Tuesday, December 3rd, 2019 00:00 | By
Workplace. Photo/Courtesy

John Otini

Kenya still ranks among countries with extremely unequal workplaces with most women pushed to non-core functions such as human resource, legal and communications, global consulting firm McKinsey says.

Despite Kenya’s significant progress in appointing more women executives in the top positions, there are few women in core operations such as finance, strategy and risk.

This is where key decisions are made to determine the future of the company.

Executive committees

In a stinging attack, the report says most of the women in executive committees have staff rather than line roles that matter for succession and from which chief executives normally come from.
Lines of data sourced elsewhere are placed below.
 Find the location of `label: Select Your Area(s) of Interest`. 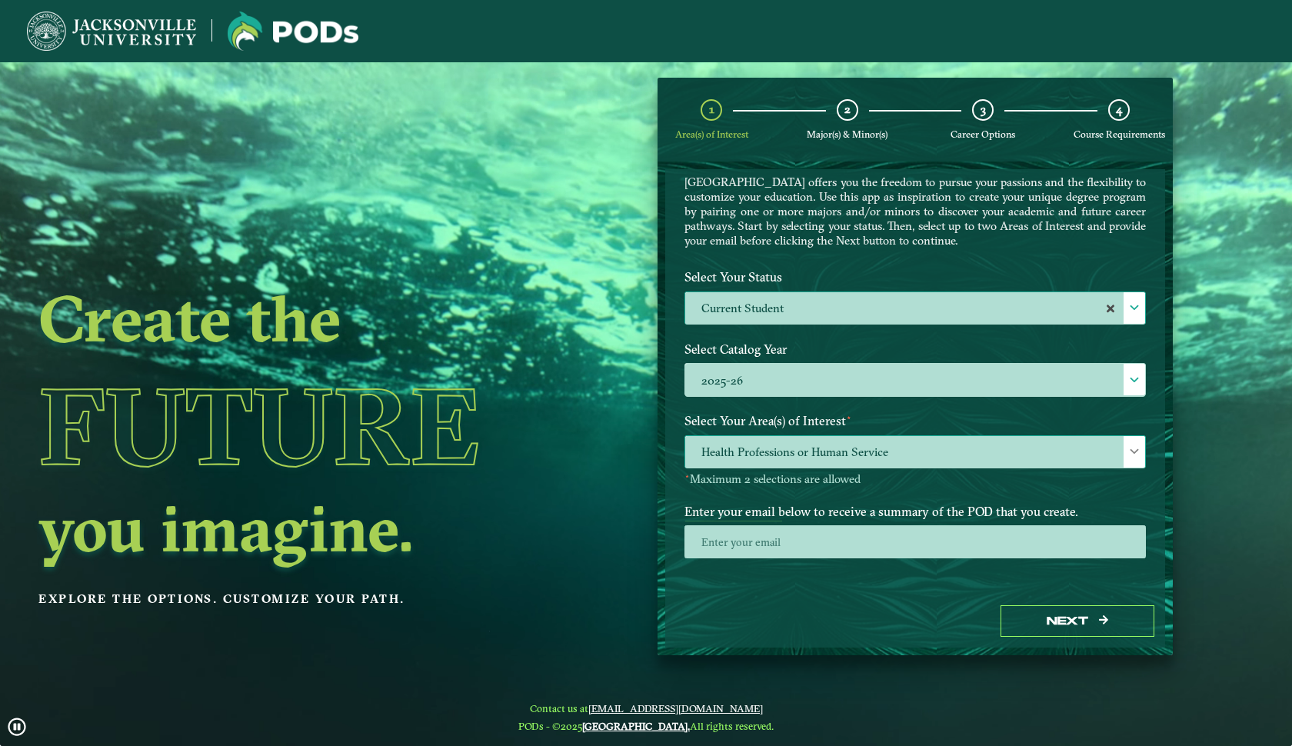

label: Select Your Area(s) of Interest is located at coordinates (915, 421).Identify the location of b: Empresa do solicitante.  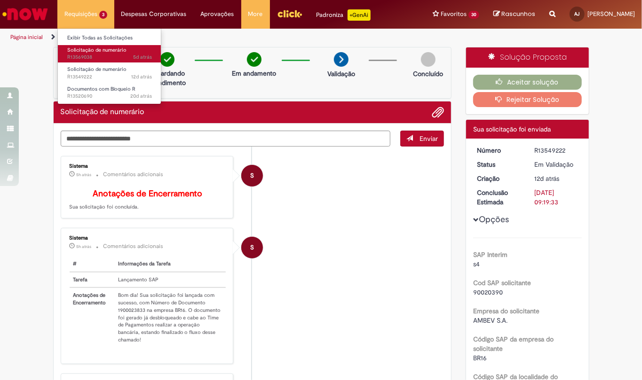
(506, 311).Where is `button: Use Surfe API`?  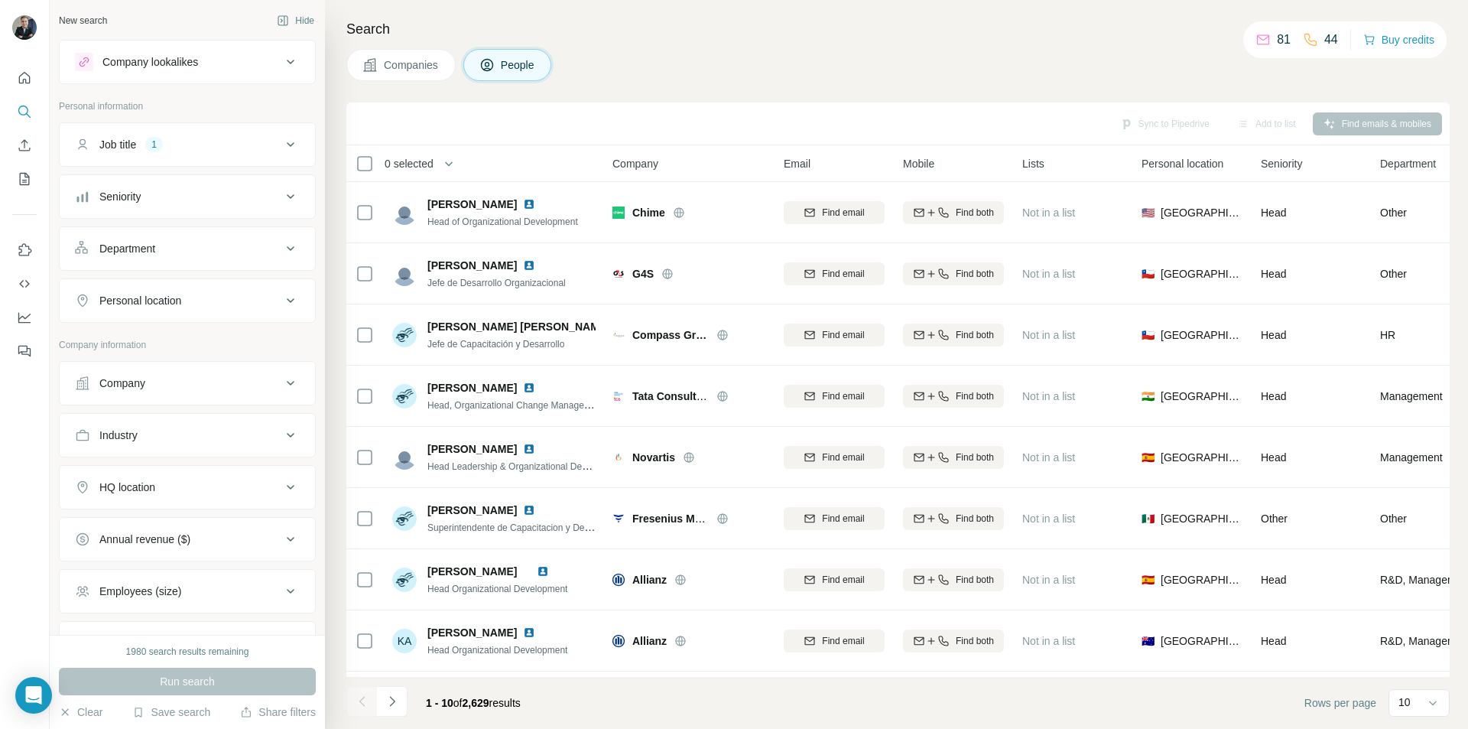 button: Use Surfe API is located at coordinates (24, 284).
The report titled the Power of Parity, Advancing Women’s Equality in Africa, assigns Kenya 49 per cent in gender equality at work compared to 60 per cent for Burundi and 67 per cent for Botswana.

“People in staff roles have less influence on the strategic direction of companies, including any effort to further gender equality,” the report says.

Human resource, legal and communications can be outsourced making them secondary operations.

With a female population of 25 million out of the total 47 million, the report says that Kenyan and African companies are short-changing themselves.

“Organisations that do not embrace diversity are shortchanging themselves and their shareholders. Your leadership structures should reflect your customer base,” the firm said in the report published last week.

Even though Kenya scores high in labour force participation at 92 per cent, most of the women work in the informal sector.